Swapping in External Data Sources for the JET Cookbook Examples
The new layout and format for the Cookbook for Oracle JET 2.1.0 is gorgeous. As before, it’s loaded with lots of working sample code, which you can change in-browser and see the results immediately.
But what if you’re working with a data collection and you want to test the cookbook recipe with some custom data? You’re only able to edit the HTML view and JS viewModel of a cookbook entry, not any of the supporting files.
This was a fun exercise to see if we could host sample data files on Github. Plus I learned something about the way JET’s Cookbook uses tools like MockPagingRESTServer()
and how to overcome caching issues.
If you look at the JS tab of a cookbook sample that retrieves data, you’ll see that it’s just fetching a URL with $getJSON()
. For example, in the List View using oj.Collection sample, it’s a relative URL to a tweets.json file on the Cookbook file system that you can path out to retrieve the raw data with this link.
So we can change the path of the $getJSON()
call in the Cookbook to retrieve tweets.json
from a different location. And we have the format and content of the original JSON file which we could upload to another server after modifying it. But where can we host our modified JSON file?
How about as a GitHub Gist?
We can create a public Gist file, upload our JSON there and then point to the gist’s raw content from the Cookbook’s JS tab. Really, our modified JSON could be hosted anywhere we can stick a file that our browser can find, whether on the internet, our intranet or even on our localhost. Or we could point the cookbook code at an existing endpoint, including fake ones like JSON Placeholder.
But Github gives us an option to stick our own custom JSON data file in a public place. We point the Cookbook code at the file itself using a “raw” URL link (as opposed to the fancy Github webpage with all of its chrome). And, Github is nice enough to set the CORS headers so we don’t run into cross-origin issues loading data from a different server than the Cookbook host.
So download the tweets.json file and modify it to match your needs. Now login to Github and click the Gist link at the top of the page, or instead navigate straight to gist.github.com. Click New gist
, name the gist and paste your JSON into the editor, and then click Create public gist
.
After the gist is saved, you’ll see a Raw
button you can click to get a URL like this one:
https://gist.githubusercontent.com/pthaden/ab957da62672b4a305da5b653615830c/raw/d2004aa6793e240cc6565786a71c4fbe6a844c55/tweets.json
We’ll replace the URL in the $.getJSON()
call inside the Cookbook recipe with this gist URL.
But it doesn’t work!
If you’ve jumped ahead and already pressed Apply Changes
after pasting in your URL to the ojCollection List View example, you may notice that nothing updated in the UI. We chose this recipe on purpose, because it leverages the MockPagingRESTServer
.
This is a chunk of JavaScript that some of the Cookbook entries use to simulate a proper REST endpoint. It fools the recipe’s ojCollection into thinking there’s a real server out there that can get more data if needed at a mock URL such as ` /context-root/ojet/Tweets?limit=15&offset=0&totalResults=true`.
The problem is that the MockServers are cached in memory when you click Apply Changes
in the Cookbook. So the browser does indeed go out to getJSON() your new data from Github, but the ojCollection that is backing the HTML List View hits the same MockServer URL as before and it uses the cached data.
I haven’t figured a way to flush out the MockServer’s data, but an approach that did work is to rename the URL it builds internally by editing the object passed to the new MockPagingRESTServer()
constructor. In our List View recipe, we’ll change the “Tweets” entries to something like “myTweets” before clicking Apply Changes. Here’s the changes I made to the JS tab of the recipe:
require(['ojs/ojcore', 'knockout', 'jquery', 'ojs/ojknockout', 'promise', 'ojs/ojlistview', 'ojs/ojcollectiontabledatasource', 'ojs/ojmodel', 'mockjax', 'mockpagingrest'],
function(oj, ko, $)
{
$(document).ready(
function()
{
$.getJSON("https://gist.githubusercontent.com/pthaden/ab957da62672b4a305da5b653615830c/raw/d2004aa6793e240cc6565786a71c4fbe6a844c55/tweets.json",
function (data)
{
// responseTime is only added so that the activity indicator is more noticeable
var server = new MockPagingRESTServer({"myTweets": data}, {collProp:"myTweets", id:"source", responseTime:1000});
var model = oj.Model.extend({
idAttribute: 'source'
});
var collection = new oj.Collection(null, {
url: server.getURL(),
fetchSize: 15,
model: model
});
ko.applyBindings({
dataSource: new oj.CollectionTableDataSource(collection)
}, document.getElementById('listview'));
});
}
);
});
And it works now, with custom data from my gist!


### Work to complete
Search the records below for the word "denominator" and show every line where it occurs.

*** Provided records ***

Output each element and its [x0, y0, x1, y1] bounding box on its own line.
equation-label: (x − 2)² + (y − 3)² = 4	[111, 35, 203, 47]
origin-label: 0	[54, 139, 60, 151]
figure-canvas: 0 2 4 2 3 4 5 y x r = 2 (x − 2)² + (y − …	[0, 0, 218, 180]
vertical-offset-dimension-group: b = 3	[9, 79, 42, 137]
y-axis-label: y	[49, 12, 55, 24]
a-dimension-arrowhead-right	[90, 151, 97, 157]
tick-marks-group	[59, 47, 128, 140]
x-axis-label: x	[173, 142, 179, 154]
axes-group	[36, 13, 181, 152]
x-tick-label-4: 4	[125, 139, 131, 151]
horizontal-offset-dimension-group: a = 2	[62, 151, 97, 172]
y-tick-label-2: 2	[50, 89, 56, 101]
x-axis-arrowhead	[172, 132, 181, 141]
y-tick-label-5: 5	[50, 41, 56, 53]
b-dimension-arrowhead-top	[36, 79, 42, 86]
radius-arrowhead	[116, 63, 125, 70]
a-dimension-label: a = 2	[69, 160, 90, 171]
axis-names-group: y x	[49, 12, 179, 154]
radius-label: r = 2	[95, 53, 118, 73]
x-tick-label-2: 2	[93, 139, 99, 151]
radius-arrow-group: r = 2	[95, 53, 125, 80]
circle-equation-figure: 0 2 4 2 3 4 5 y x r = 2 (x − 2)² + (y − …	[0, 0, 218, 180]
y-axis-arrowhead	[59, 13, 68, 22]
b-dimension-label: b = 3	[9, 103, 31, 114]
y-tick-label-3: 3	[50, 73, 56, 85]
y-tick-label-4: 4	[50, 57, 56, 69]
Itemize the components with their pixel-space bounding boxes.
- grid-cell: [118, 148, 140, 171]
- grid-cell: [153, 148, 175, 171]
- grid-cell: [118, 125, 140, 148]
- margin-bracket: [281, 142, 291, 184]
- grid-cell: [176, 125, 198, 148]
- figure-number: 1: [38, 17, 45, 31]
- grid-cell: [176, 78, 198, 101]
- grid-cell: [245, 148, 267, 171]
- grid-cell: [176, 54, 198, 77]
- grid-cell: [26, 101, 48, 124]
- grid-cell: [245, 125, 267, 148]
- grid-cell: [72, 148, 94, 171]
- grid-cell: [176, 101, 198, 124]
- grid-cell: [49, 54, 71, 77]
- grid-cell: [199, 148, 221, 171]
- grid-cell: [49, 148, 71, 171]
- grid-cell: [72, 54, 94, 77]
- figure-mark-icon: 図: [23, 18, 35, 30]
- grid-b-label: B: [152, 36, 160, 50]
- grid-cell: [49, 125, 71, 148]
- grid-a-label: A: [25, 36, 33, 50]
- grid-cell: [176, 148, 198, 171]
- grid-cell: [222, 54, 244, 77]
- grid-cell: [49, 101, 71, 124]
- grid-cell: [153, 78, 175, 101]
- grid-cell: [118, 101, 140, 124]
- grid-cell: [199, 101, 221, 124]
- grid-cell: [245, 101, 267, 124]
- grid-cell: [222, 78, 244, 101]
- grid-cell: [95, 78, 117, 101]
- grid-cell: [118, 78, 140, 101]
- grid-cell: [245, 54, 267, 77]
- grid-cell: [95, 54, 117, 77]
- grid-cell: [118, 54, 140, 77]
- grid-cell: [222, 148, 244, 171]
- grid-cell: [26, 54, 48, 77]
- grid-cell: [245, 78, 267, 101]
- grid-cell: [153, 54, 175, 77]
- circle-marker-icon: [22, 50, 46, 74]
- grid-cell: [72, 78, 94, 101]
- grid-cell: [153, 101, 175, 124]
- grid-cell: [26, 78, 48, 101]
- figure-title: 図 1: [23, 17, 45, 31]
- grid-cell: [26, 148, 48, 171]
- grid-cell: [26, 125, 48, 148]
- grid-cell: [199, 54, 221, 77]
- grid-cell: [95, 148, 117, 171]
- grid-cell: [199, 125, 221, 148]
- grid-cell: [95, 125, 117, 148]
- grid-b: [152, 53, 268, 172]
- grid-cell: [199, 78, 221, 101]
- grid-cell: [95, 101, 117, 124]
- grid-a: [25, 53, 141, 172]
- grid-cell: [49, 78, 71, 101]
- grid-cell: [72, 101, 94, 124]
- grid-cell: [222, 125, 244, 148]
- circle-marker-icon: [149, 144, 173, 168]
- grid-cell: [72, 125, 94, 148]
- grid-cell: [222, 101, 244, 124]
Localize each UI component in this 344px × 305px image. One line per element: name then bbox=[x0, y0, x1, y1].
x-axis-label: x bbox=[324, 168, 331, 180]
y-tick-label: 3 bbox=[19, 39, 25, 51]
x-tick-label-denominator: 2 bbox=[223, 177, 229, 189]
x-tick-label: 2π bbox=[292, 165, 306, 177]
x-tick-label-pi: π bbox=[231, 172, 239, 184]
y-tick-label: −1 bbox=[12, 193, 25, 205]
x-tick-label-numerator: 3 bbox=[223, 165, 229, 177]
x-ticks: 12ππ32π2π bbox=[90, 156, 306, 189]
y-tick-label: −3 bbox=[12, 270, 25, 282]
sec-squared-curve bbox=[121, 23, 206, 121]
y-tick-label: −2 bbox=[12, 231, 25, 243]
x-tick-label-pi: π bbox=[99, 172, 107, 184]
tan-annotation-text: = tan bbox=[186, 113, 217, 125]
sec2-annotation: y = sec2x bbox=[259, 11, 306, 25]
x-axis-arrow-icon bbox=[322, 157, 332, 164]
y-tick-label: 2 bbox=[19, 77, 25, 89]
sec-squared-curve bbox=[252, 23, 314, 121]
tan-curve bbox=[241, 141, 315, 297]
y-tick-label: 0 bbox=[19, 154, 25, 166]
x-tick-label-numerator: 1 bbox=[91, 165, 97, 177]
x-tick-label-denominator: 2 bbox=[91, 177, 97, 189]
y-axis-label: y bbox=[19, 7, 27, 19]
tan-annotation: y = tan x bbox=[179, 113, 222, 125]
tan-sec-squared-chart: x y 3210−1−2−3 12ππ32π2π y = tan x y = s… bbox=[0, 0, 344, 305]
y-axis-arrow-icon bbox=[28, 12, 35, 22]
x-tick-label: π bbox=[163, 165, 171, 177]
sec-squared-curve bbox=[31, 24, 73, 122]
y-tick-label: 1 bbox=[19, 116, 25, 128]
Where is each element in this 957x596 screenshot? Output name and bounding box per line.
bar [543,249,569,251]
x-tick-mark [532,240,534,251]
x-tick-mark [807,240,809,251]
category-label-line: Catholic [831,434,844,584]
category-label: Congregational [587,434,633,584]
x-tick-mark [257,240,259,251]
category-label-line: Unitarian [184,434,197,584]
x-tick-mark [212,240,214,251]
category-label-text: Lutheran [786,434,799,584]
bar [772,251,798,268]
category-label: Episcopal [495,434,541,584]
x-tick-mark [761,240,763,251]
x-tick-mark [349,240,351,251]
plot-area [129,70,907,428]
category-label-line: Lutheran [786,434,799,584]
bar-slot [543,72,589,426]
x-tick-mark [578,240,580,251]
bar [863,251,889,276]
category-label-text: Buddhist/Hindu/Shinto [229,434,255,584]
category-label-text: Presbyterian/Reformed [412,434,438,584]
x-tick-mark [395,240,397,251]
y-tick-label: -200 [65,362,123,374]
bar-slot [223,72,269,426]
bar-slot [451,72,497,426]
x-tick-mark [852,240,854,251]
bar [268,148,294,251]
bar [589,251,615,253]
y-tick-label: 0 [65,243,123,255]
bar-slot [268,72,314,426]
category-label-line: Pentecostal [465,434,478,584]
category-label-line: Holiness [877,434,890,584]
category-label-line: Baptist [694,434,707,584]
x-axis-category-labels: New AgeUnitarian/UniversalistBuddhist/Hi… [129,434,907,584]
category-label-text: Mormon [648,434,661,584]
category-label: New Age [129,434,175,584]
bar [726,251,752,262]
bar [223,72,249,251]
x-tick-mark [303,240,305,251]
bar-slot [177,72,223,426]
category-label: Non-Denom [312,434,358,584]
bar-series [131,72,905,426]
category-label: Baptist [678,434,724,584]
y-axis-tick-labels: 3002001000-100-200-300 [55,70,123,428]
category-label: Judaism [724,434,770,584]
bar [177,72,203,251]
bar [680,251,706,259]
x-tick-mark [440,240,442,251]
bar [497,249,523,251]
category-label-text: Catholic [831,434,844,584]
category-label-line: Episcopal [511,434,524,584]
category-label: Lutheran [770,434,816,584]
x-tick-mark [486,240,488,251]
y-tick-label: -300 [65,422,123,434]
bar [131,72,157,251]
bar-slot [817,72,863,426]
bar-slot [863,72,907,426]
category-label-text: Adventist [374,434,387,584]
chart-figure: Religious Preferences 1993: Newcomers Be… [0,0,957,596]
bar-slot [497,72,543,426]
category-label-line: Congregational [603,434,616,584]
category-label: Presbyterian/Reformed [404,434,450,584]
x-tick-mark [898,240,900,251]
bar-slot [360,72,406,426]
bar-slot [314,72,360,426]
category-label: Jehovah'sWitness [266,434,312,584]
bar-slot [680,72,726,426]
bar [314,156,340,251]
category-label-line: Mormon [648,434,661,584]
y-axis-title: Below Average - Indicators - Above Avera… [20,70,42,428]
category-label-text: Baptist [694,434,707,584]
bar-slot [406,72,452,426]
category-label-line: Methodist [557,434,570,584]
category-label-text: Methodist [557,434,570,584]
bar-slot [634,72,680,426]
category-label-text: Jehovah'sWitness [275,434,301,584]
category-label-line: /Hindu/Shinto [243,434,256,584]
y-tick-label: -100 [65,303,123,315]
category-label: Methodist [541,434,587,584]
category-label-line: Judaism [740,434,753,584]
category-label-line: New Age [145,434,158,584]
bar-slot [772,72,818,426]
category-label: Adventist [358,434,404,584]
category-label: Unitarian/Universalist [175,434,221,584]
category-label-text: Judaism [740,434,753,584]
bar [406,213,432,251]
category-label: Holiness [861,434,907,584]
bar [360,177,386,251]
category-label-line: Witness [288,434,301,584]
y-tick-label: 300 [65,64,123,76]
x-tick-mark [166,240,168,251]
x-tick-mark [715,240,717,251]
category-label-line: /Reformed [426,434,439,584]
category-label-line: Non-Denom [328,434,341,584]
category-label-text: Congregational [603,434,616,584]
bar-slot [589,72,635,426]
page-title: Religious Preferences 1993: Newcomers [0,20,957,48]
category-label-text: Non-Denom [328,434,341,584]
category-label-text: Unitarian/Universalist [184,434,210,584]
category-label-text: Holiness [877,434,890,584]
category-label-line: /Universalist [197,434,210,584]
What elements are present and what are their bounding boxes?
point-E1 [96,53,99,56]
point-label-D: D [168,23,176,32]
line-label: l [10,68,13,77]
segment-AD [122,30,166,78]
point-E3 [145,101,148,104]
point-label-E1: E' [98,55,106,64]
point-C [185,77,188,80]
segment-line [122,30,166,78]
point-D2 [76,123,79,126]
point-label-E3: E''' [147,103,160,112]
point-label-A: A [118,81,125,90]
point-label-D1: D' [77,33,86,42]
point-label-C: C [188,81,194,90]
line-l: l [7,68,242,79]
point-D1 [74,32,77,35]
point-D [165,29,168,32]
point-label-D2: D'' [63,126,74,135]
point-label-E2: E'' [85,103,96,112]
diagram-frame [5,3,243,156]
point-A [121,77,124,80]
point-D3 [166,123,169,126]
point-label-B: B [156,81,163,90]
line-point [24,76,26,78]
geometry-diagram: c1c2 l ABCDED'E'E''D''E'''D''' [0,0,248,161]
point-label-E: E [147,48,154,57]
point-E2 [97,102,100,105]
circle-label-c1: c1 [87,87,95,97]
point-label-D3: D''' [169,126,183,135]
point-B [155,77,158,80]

*** End of Provided records ***

### Result
x-tick-label-denominator: 2 bbox=[223, 177, 229, 189]
x-tick-label-denominator: 2 bbox=[91, 177, 97, 189]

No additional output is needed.